Taiwan sees a small outbreak, and its stock market plunges.


By Cao Li

Growing concerns in Taiwan about a small but worsening coronavirus outbreak drove a sharp intraday plunge in its stock market on Wednesday, as investors worried about new government restrictions on businesses in a place that has largely escaped the pandemic.

On Wednesday morning, Taiwan’s health minister, Chen Shih-chung, said that the island’s new outbreak has reached a “very severe stage” and that restrictions could be upgraded in “the coming days.” He spoke after the government reported 16 new cases of local infection on Wednesday and seven on Tuesday.

The Taiwan Stock Exchange weighted index slumped as much as 8.6 percent intraday following the news, a nearly 13 percent loss from its April peak. The market regained some ground later in the day and finished down 4.1 percent.

Taiwan has been a rare success story in a pandemic-stricken world. The island democracy threw up its borders when the pandemic first began to spread from mainland China and has heavily limited travel. It has recorded only 1,210 total cases, according to a tally by The New York Times.

But the authorities haven’t been able to trace the handful of cases that have popped up in recent days, raising questions about whether the government will limit the number of people who can gather within restaurants or other businesses.

Taiwan instituted some Covid-related restrictions on Tuesday, the first in a long time. It suspended large events, limiting outdoor gatherings to 500 people and indoor gatherings to 100 people. On Wednesday morning, the health minister said that the restrictions might be stiffened within days.

Taiwan’s stock market was also hit by a broader global tech selloff, though its losses were greater than those suffered on Tuesday in Wall Street. Shares fell on worries about inflation and over whether the long-running boom in technology stocks would last.

Drops in two of Taiwan’s technological corporate heavyweights — Taiwan Semiconductor Manufacturing Co., a leading chip maker, and Hon Hai Precision Industry Co., known as Foxconn and a contract manufacturer for Apple and other big firms — put the biggest drag on the market.

The chip company, known as T.S.M.C., has reaped benefits from a surge in gadget sales amid the pandemic, but it is also squarely in the middle of tensions between the United States and China over which has greater say in the future of technology. It dropped more than 6 percent at one point on Wednesday and ended nearly 2 percent lower.

Hon Hai on Tuesday said output at a factory in India has slumped because workers infected with Covid-19 have had to leave their posts. Hon Hai dropped nearly 8 percent at one point and ended down more than 3 percent.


EXERCISE DIRECTIONS
Please return every line below that contains the string "pixels".

RECORDS FOR PROCESSING
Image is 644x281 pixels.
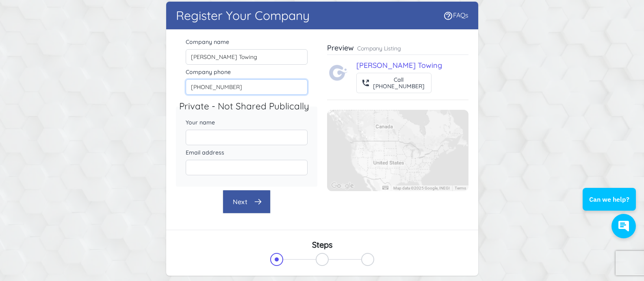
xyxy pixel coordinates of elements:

---

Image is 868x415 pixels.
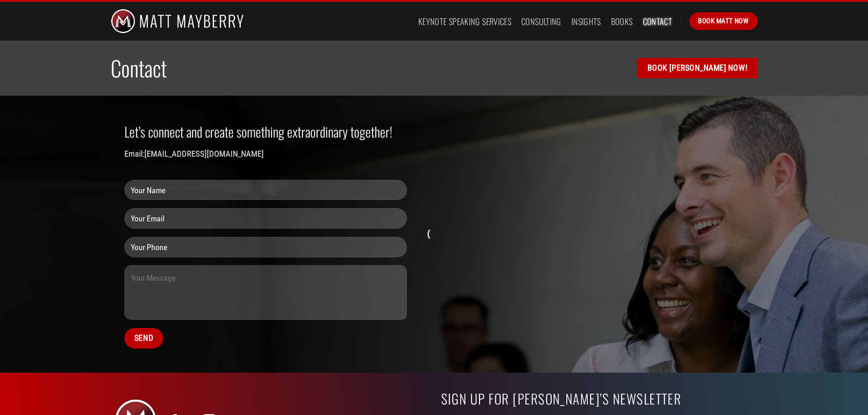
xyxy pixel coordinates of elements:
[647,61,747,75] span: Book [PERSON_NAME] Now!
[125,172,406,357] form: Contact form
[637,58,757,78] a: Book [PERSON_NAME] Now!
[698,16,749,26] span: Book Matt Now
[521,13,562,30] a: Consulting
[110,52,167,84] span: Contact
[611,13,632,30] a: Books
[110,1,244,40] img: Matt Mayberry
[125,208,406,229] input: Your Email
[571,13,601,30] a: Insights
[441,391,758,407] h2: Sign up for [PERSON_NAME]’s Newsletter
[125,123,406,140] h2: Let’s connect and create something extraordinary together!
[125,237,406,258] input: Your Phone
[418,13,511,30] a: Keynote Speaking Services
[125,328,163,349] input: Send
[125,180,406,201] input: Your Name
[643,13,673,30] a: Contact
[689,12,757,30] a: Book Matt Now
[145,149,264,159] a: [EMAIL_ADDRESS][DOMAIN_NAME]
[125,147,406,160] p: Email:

OUTPUT FOR THIS TASK
Image is 644x281 pixels.
Image is 868x415 pixels.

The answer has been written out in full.